Uranus and Neptune are hidden in the glow of sunrise.
Pluto (magnitude 14, in northwestern Sagittarius) is well up in the south-southeast before dawn.
All descriptions that relate to your horizon or zenith — including the words up, down, right, and left — are written for the world's mid-northern latitudes. Descriptions that also depend on longitude (mainly Moon positions) are for North America. Eastern Daylight Time (EDT) equals Universal Time (also known as UT, UTC, or GMT) minus 4 hours.

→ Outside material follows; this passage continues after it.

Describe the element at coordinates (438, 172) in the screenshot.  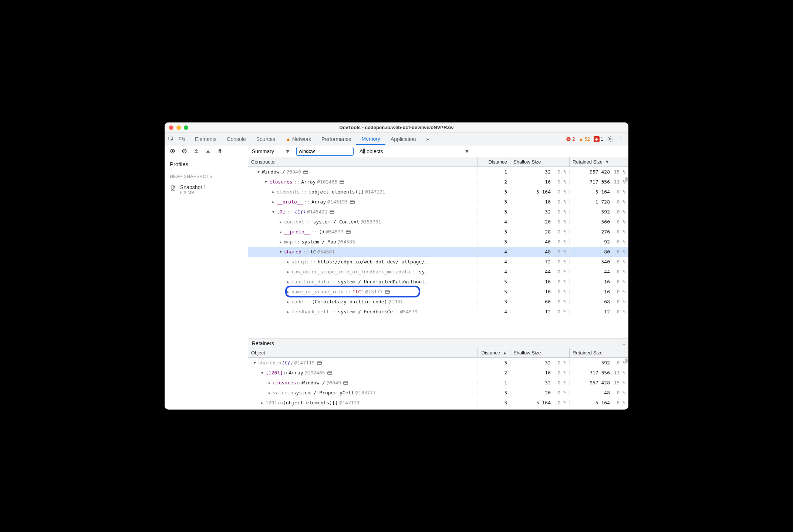
I see `tree-row: ▼Window /@68491320 %957 42815 %` at that location.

To be sure to get the current Sky at a Glance, bookmark this URL:
http://SkyandTelescope.com/observing/ataglance?1=1
If pictures fail to load, refresh the page. If they still fail to load, change the 1 at the end of the URL to any other character and try again.
About Alan MacRobert
Alan M. MacRobert became an avid Sky & Telescope subscriber in 1966 at age 14, joined the editorial staff in 1982, and is now a senior contributing editor, semi-retired. He played a role in practically every part of the magazine and the company's other products for more than a generation, both on the amateur-observing side and the science-reporting side. In 1994 a book collection of his observing how-tos and telescopic sky tours was published as Star Hopping for Backyard Astronomers. He has produced This Week's Sky at a Glance online every week since 1989.
0
Comments
You must be logged in to post a comment.